RICHARD DOVE drops back into the Eighties with one of the era’s great singers
Anthony Patrick Hadley has an MBE and a voice from the Gods. He has forged a forty-year career in the skittish world of pop music and, by last night’s (5 May) showing, is still going strong.
At Folkestone’s Leas Cliff Hall, there is a large audience of a certain era. Some ladies have gone to a lot of trouble with fresh hair dos and posh outfits. They want to see their Tony. He has always sung ‘True’ and ‘Gold” just for them. He greets seemingly everyone from the stalls to the upper tier as he arrives on stage with a band who are clearly long term mates. He has an easy charm and a sharp suit. And then the voice. He opens with some 1976 Chuck Berry rock n roll and we are off on a journey through his career. It is now a stretch to see this burly 61-years old as a pioneer of the New Romantics.
After plentiful name changes, Hadley co-founded Spandau Ballet in 1976. They had the image of rather effete posh boys from the start and their first single ‘To Cut a Long Story Short’ reached number five in the pop charts.
Tony took us back to the days when just 18 years old he would regularly attend gigs at the legendary Hope & Anchor pub in Islington. He told us of his enduring love for The Damned and, blimey, launched into ‘New Rose’. The New Romantic plays Punk. For tribal, obsessive NME readers this would have been unthinkable in those heady days but at this place and at this time it just seemed right. This man has been around and experienced extraordinary triumphs and setbacks.
He follows this with ‘Confused’, a punk song sung like Spandau, he explains. His seven piece band have hit their stride with flamboyant percussion matched by understated guitar and keyboard flourishes. Tony keeps us entertained between songs with vignettes from his career. He tells us his first solo album, with LA musicians, was a “massive mistake”. He wanted to emulate Jon Bon Jovi and John Mellencamp by growing his hair long and pouring himself into Spandex. It did not work and the sharp suit triumphed. However, he did deliver a song from the album ‘State of Play’, which clearly resonated with many in the audience. A new song, ‘Because of You’, recorded during lockdown has the potential to become a new Hadley classic. But when would we get to ‘True’ and ‘Gold’?
We had a gentle interlude perched on stools with a Jim Croce song and even some jazz as he recalled a gig at Ronnie Scott’s in Birmingham. He told us of his love for Frank Sinatra, Jack Jones and Ella Fitzgerald.
Many in the audience were shouting ‘Gold’ but he kept us waiting with a bit of Sinatra and then the piano struck up a familiar riff and we were singing. “Huh huh huh hu-uh huh. I know this much is true.” We all sailed back close on forty years – Top of the Pops with T. Blackburn presiding.
Tony told us he last played the Leas Cliff Hall around twenty years ago. Let’s hope he is back soon as the dancing in the aisles got a little more frenzied. We had all been transported back and forwards across a momentous career. Cheers, Tony.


Your goal.
Repeat the data in full and exactly. Leave the pictures out.

··········

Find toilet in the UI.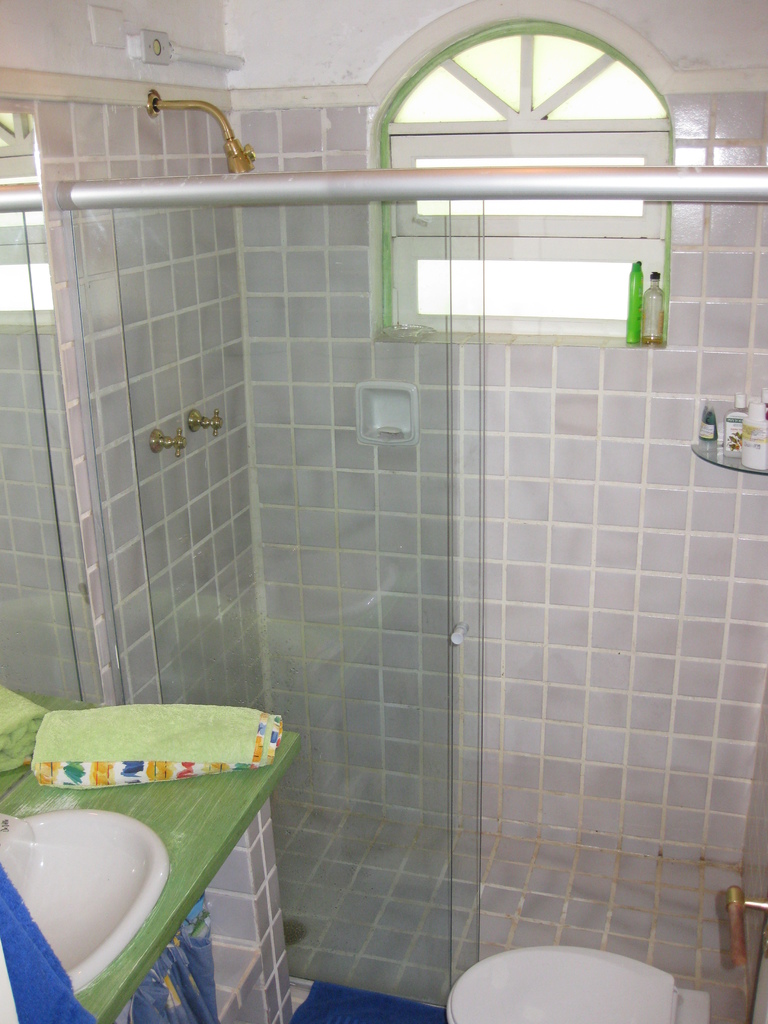
UI element at [left=445, top=940, right=706, bottom=1023].
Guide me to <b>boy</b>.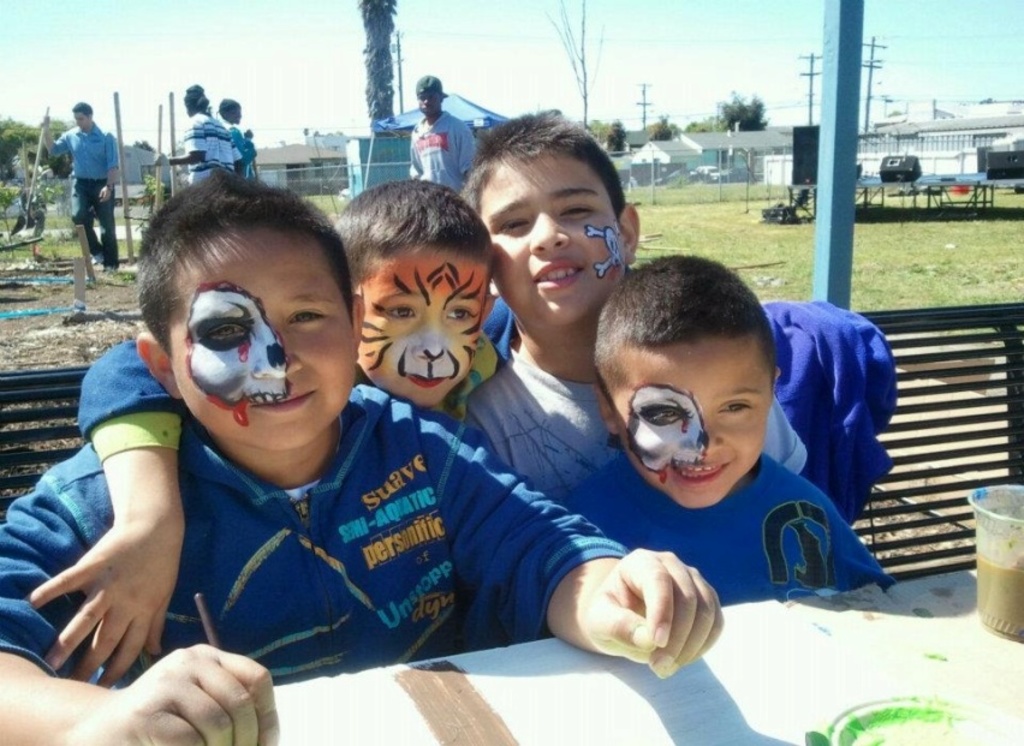
Guidance: BBox(0, 169, 728, 745).
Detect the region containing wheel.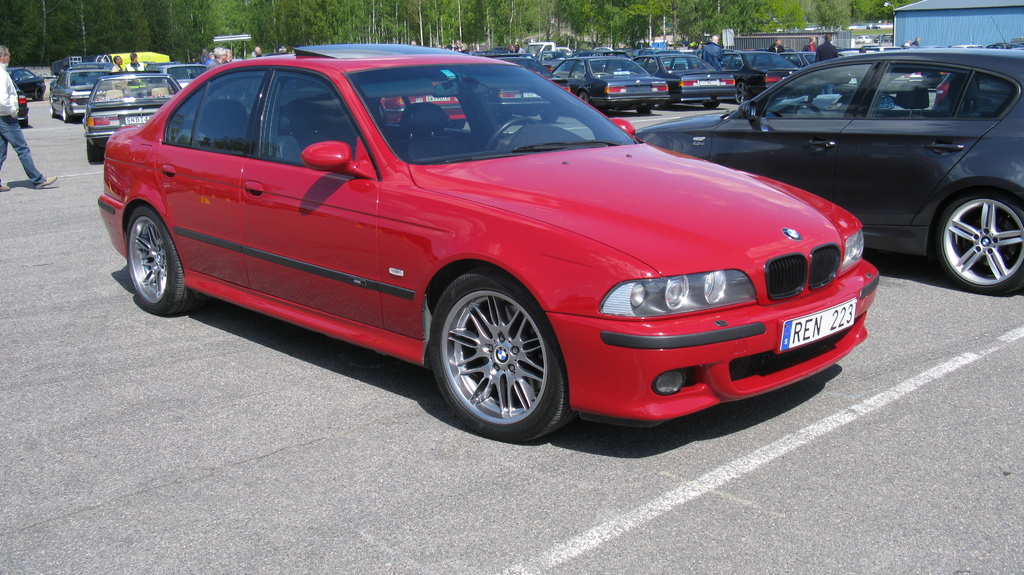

··········

Your solution.
Find toilet in the UI.
UI element at [left=445, top=940, right=706, bottom=1023].
Guide me to <b>boy</b>.
Guidance: BBox(0, 169, 728, 745).
Detect the region containing wheel.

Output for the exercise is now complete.